Part of the fallout from the Deepwater Horizon disaster in the Gulf of Mexico is good news for honest, no-conflict regulation of U.S. offshore drilling. Secretary of the Interior Ken Salazar wants to split the regulating and revenue-collecting functions of Minerals Management Service, with a new agency taking over regulatory oversight. Somewhere up there, Wally Hickel is smiling. And maybe shaking his head.
Salazar's proposal means that the regulators won't be watching the revenue stream and getting its priorities confused. His proposal means that the regulators will focus on safety, best practices and best available technology to minimize blowouts and spills.

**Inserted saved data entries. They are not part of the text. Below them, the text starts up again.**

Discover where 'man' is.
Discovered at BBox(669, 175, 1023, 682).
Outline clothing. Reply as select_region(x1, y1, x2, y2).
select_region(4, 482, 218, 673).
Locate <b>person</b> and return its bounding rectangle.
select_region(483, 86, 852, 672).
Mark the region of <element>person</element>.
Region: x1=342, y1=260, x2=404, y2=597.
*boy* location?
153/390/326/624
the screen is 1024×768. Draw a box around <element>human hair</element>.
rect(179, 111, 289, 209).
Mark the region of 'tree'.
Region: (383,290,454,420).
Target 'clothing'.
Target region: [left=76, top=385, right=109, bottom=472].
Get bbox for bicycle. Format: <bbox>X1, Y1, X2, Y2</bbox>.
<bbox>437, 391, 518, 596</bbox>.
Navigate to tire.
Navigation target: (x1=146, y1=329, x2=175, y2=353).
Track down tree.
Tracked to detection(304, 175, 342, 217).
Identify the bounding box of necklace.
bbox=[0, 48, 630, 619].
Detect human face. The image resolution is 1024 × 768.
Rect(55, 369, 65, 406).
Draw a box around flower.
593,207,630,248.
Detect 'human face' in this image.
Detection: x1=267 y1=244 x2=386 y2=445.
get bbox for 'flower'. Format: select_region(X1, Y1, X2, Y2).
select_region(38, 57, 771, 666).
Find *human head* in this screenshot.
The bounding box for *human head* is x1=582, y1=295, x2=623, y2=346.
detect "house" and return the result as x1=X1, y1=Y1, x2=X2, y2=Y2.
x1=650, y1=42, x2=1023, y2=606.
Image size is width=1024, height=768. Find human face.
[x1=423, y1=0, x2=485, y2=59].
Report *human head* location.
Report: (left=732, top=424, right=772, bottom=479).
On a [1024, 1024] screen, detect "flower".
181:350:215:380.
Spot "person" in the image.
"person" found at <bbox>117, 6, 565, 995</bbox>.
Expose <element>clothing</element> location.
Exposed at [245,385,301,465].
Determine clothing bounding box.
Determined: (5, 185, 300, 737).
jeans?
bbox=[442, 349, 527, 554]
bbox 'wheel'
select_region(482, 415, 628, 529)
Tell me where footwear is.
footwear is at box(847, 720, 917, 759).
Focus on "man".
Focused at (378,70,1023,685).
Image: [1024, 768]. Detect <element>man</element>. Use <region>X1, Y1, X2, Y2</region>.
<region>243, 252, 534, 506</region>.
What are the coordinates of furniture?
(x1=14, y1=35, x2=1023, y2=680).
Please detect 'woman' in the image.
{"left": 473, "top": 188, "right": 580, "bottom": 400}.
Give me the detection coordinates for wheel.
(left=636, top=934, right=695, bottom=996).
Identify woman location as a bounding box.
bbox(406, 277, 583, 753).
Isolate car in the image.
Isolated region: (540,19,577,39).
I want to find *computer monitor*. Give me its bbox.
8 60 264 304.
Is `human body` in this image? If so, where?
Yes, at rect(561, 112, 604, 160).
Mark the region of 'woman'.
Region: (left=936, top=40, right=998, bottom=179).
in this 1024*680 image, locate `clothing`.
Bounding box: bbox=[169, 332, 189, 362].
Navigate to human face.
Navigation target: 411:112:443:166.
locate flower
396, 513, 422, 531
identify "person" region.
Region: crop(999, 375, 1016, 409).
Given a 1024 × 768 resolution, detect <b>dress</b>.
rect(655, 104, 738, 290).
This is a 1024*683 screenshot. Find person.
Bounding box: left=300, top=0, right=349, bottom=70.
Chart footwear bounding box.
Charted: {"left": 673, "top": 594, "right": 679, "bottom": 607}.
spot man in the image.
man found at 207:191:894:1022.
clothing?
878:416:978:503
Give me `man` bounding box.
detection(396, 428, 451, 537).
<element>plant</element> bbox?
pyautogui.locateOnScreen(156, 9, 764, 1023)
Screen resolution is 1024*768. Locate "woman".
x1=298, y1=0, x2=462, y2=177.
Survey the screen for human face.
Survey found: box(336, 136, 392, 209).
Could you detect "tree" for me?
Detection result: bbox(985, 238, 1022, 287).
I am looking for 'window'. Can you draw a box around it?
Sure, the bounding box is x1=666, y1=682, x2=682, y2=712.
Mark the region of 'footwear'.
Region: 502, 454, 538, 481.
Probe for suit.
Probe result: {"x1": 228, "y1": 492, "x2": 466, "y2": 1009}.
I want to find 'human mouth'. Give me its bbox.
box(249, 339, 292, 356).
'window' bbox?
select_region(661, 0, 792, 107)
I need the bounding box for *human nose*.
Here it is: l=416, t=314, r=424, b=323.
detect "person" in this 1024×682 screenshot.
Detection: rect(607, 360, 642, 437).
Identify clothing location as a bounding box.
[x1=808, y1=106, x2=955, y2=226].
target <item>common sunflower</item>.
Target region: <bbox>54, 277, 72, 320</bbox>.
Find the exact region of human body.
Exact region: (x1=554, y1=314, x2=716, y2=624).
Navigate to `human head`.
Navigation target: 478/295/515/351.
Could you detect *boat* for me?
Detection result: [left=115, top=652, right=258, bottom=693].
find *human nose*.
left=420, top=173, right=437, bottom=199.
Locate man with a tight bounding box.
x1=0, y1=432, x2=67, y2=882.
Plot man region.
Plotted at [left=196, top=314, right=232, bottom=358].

Most important of all, he said clearly that while the oil industry certainly will be involved in writing the rules, it won't be in the driver's seat. The regulators will be. Simply put, the rules and adherence to them will have to satisfy the nation, not just the industry. That's the way it's supposed to be.
That's not the way it has been. The MMS has been understaffed and hurt by scandal in recent years, with an Interior inspector general calling the agency an ethical wasteland and critics saying it relied on industry assurances that its practices were safe.
The industry has to be there -- after all, it knows the most about the business. But it is not sovereign. And there's an inherent, obvious conflict in letting any industry write its own rules for safety and environmental protection when those operations cut into profits.
The late Wally Hickel served as governor of Alaska and secretary of the Interior. He was a champion of oil exploration and production on Alaska's North Slope and of producing Alaska's natural gas. He counted industry executives among his friends. But he never hesitated to assert state sovereignty when he thought the industry was crossing the line.
And as Interior secretary, he didn't hesitate to shut down all U.S. offshore drilling after the Unocal spill off Santa Barbara in 1969.
The message was clear: Do it right. That's the message government has to send to the industry. That's the message the industry needs to embrace.
Look at the message we're getting from the Gulf of Mexico now -- an unfolding narrative of human failure, technological failure, regulatory failure and an MMS that was too cozy with industry. BP's recent record has come up for review, and the picture isn't pretty.
That narrative does nothing for faith in future development.
Alaskans are familiar with oil production done right and with what happens when things go wrong. We've said it before and it bears repeating: There always is risk in exploration, production and transport of oil. It's a dangerous business in more ways than one. It's also an essential business.
To reduce the risk, we have to do it right.
The regulator doesn't have to wage constant war with the industry -- just the opposite. The regulator and the industry need to know each other. But they also need to understand each other. The regulator doesn't serve the industry. The regulator serves the broad interests of the people of the United States. His or her job isn't to make life easier for the industry, nor to make it unnecessarily harder. The job is make sure that the oil industry explores and produces in the safest, most environmentally sound way possible.
Evidently MMS hasn't been doing that job.
Any new agency must.
BOTTOM LINE: MMS split is a good idea and overdue.